Concept What to know for the exam
Update policy Runs a KQL transform automatically on ingestion (source table → target table)
Materialized view Pre-aggregated, always-current view over a source table (e.g. hourly rollups)
.ingest Management command to load data (batch or streaming)
Retention / caching policy Controls how long data is kept vs. how much is hot-cached in memory
OneLake availability A KQL Database can mirror its data to OneLake as Delta for cross-engine access

Exam Tip: Management commands start with a dot (.create table, .ingest, .alter). Anything starting with . is a control command, not a query — you cannot pipe query operators into it.

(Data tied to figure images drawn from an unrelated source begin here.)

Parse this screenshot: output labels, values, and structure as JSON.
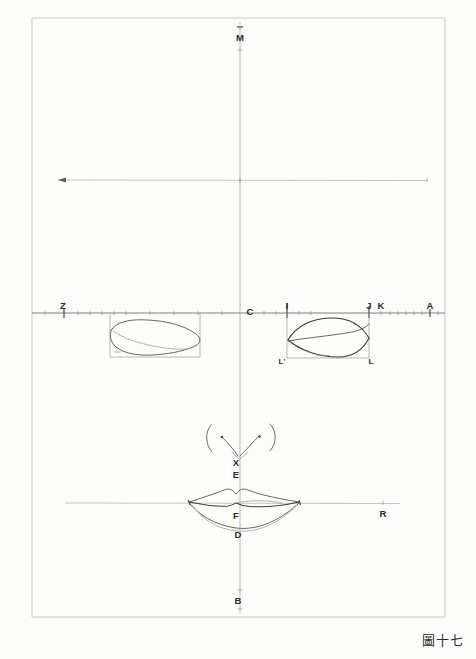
{
  "figure": {
    "caption": "圖十七",
    "caption_meaning": "Figure Seventeen",
    "sheet_width": 476,
    "sheet_height": 659,
    "background_color": "#fdfdfc",
    "ink_color": "#3c3c3a"
  },
  "frame": {
    "left": 32,
    "top": 18,
    "right": 445,
    "bottom": 617
  },
  "axes": {
    "vertical": {
      "label_top": "M",
      "label_bottom": "B",
      "x": 240,
      "y_top": 24,
      "y_bottom": 612
    },
    "horizontal_upper": {
      "label_left": "Z",
      "label_center": "C",
      "label_right": "A",
      "y": 313,
      "x_left": 32,
      "x_right": 445
    },
    "horizontal_mid": {
      "y": 180,
      "x_left": 57,
      "x_right": 428,
      "has_arrowhead_left": true
    },
    "horizontal_lower": {
      "label_right": "R",
      "y": 503,
      "x_left": 65,
      "x_right": 400
    }
  },
  "points": [
    {
      "id": "M",
      "label": "M",
      "x": 240,
      "y": 38,
      "desc": "top of vertical axis"
    },
    {
      "id": "Z",
      "label": "Z",
      "x": 63,
      "y": 306,
      "desc": "left end of upper horizontal axis"
    },
    {
      "id": "C",
      "label": "C",
      "x": 250,
      "y": 312,
      "desc": "center on upper horizontal axis"
    },
    {
      "id": "I",
      "label": "I",
      "x": 287,
      "y": 306,
      "desc": "left boundary of right lens"
    },
    {
      "id": "J",
      "label": "J",
      "x": 369,
      "y": 306,
      "desc": "right boundary of right lens"
    },
    {
      "id": "K",
      "label": "K",
      "x": 381,
      "y": 306,
      "desc": "point right of J"
    },
    {
      "id": "A",
      "label": "A",
      "x": 430,
      "y": 306,
      "desc": "right end of upper horizontal axis"
    },
    {
      "id": "Lp",
      "label": "L'",
      "x": 280,
      "y": 361,
      "desc": "lower-left corner of right rectangle"
    },
    {
      "id": "L",
      "label": "L",
      "x": 370,
      "y": 361,
      "desc": "lower-right corner of right rectangle"
    },
    {
      "id": "X",
      "label": "X",
      "x": 236,
      "y": 463,
      "desc": "philtrum top point"
    },
    {
      "id": "E",
      "label": "E",
      "x": 236,
      "y": 475,
      "desc": "upper lip cupid bow notch"
    },
    {
      "id": "F",
      "label": "F",
      "x": 236,
      "y": 516,
      "desc": "lip parting line midpoint"
    },
    {
      "id": "D",
      "label": "D",
      "x": 238,
      "y": 535,
      "desc": "bottom of lower lip"
    },
    {
      "id": "B",
      "label": "B",
      "x": 238,
      "y": 601,
      "desc": "bottom of vertical axis"
    },
    {
      "id": "R",
      "label": "R",
      "x": 383,
      "y": 514,
      "desc": "right end of lower horizontal axis"
    }
  ],
  "shapes": {
    "left_lens": {
      "name": "left-lens-outline",
      "x_left": 110,
      "x_right": 200,
      "y_top": 320,
      "y_bottom": 356
    },
    "right_lens": {
      "name": "right-lens-outline",
      "x_left": 287,
      "x_right": 369,
      "y_top": 318,
      "y_bottom": 358
    },
    "right_rect": {
      "name": "right-construction-rectangle",
      "x_left": 287,
      "x_right": 369,
      "y_top": 313,
      "y_bottom": 358
    },
    "left_rect": {
      "name": "left-construction-rectangle",
      "x_left": 110,
      "x_right": 200,
      "y_top": 313,
      "y_bottom": 357
    },
    "mouth": {
      "name": "mouth-outline",
      "x_left": 188,
      "x_right": 300,
      "y_top_lip": 490,
      "y_parting": 503,
      "y_bottom_lip": 529
    },
    "nose": {
      "name": "nose-nostril-curves",
      "x_left": 205,
      "x_right": 276,
      "y_top": 424,
      "y_bottom": 452
    }
  },
  "ticks": {
    "upper_axis_minor_count": 22,
    "major_at": [
      "Z",
      "I",
      "J",
      "A"
    ]
  }
}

⚠️ 9 — KQL Exam Traps (Rapid Fire)

  1. project replaces columns; extend adds them — the #1 source of “column not found” distractors.
  2. count() takes no argumentcount(col) is invalid; use countif(isnotnull(col)).
  3. Default join is innerunique, which de-dupes the left key — specify kind=inner for SQL-style joins.
  4. dcount() is approximate — use distinct + count() when exactness is required.
  5. has is indexed and fast; contains scans — prefer has for whole-term matches.
  6. All datetimes are UTC — no time-zone type; ago()/now() are UTC.
  7. == is case-sensitive; =~ is not — a common cause of “why is my filter empty” scenarios.
  8. Filter (where) before summarize for correctness and performance.
  9. Put the smaller table on the left of a join for performance.
  10. Control commands start with . and are not part of the tabular query pipeline.
  11. KQL is append-optimized — update/delete-heavy workloads belong in Warehouse/Lakehouse, not a KQL Database.
  12. render is display-only — it never reshapes or filters the result set.

Exam Tip: When a KQL item shows a full query and asks for the result, trace the pipe order carefully: figure out the column set after each project/extend, then confirm every later operator’s referenced columns still exist.


🧾 10 — KQL ↔ T-SQL Quick Translation

Intent T-SQL KQL
Filter WHERE x = 1 \| where x == 1
Select columns SELECT a, b \| project a, b
Add column SELECT *, a+b AS c \| extend c = a + b
Group & aggregate GROUP BY g \| summarize ... by g
Sort ORDER BY c DESC \| sort by c desc
Top N SELECT TOP 5 ... ORDER BY \| top 5 by c desc
Distinct SELECT DISTINCT a \| distinct a
Count rows COUNT(*) count()

Exam Caveat: KQL uses == for equality (single = is assignment inside project/extend/summarize). Writing where x = 1 is a syntax error, not a filter.